Whereas monitoring the big-headed turtles, Fong collected water samples from 34 completely different streams in Hong Kong. Though his group confirmed the presence of latest turtle populations, additionally they had some false positives. “There have been few locations the place we discovered turtle DNA but once we went again and arrange traps for monitoring, we couldn’t discover any,” he stated.
“False positives may even flip pricey in eDNA research,” stated Ying Kin Ken So, a conservation biologist from the College of Hong Kong. “It is because many conservation administration choices are made based mostly on the interpretation of those outcomes.”
An inaccurate interpretation may even end in implementing measures to preserve a non-existent endangered species or to even take away non-existent invasive species.
Generally, even true outcomes may be misinterpreted as a consequence of quite a lot of causes. For instance, directional move of a river can direct eDNA to combination in sure areas, giving a false thought in regards to the abundance of a species.
The character and conduct of animals additionally issues. Fish which keep in water on a regular basis have a completely completely different DNA shedding charge than semi-aquatic creatures like frogs and turtles. Animals can shed extra DNA relying on climate, season, time of the day and their life stage. “So, researchers ought to have a agency understanding of ecology and conduct of the species earlier than decoding any outcomes from eDNA,” stated Kirtane.
Regardless of these challenges, eDNA research have been utilized in conservation administration and coverage making. In 2011, some researchers detected eDNA of an invasive Asian carp species in lake Michigan within the US. This led to a heated debate about whether or not the species had truly invaded the Nice Lakes.
Later, the conservationists proposed to separate the Nice Lakes and Mississippi river basin by closing the ship canal, regardless of oppositions of waterway operators and present customers of the canal.

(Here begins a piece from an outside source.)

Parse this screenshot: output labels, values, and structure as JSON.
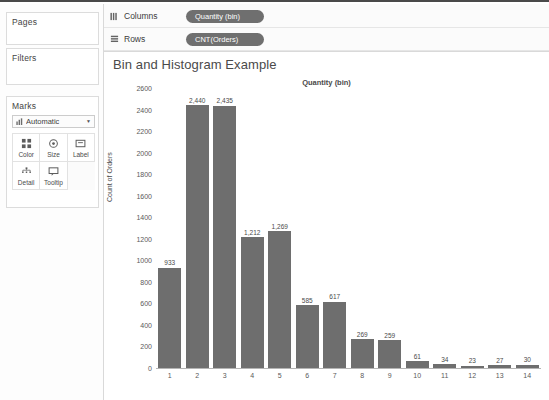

Now, the conservationists within the space routinely use eDNA expertise to observe the presence the Asian carp within the Nice Lakes.
Getting higher
Fairly like every other expertise, enhancing eDNA would require “extra testing and discovering developments or consistencies for reliability,” Fong stated. Extra and rigorous testing and evaluating knowledge over a number of seasons and amongst comparable animal teams will assist discover patterns and solidify knowledge interpretation.
Extra use may also convey down the price of the expertise and make it accessible to a wider set of researchers throughout Asia. At the moment, gene sequencing machines are costly and making a species-specific assay takes money and time.
“For us it took about 6 months to develop the reagents and will have value someplace between $5000-$10,000 only for the reagents,” Fong stated.
However the discipline is advancing quick and there are teams “engaged on making moveable PCR machines for onsite DNA detection, whereas others are engaged on simplification of DNA extraction processes,” stated Masayuki Ushio, microbial ecologist at Kyoto College in Japan.
Ushio believes that within the close to future, the approach “might even be utilized by widespread folks in detecting microbial pathogens in fisheries and agriculture lands.”
Regardless of the present challenges, most researchers consider that the approach is a brand new frontier of biodiversity evaluation. It’s exhausting to say how the expertise will evolve and will likely be used within the subsequent decade or so. For Kirtane “it’s tremendous thrilling to be in the midst of it and seeing issues change.”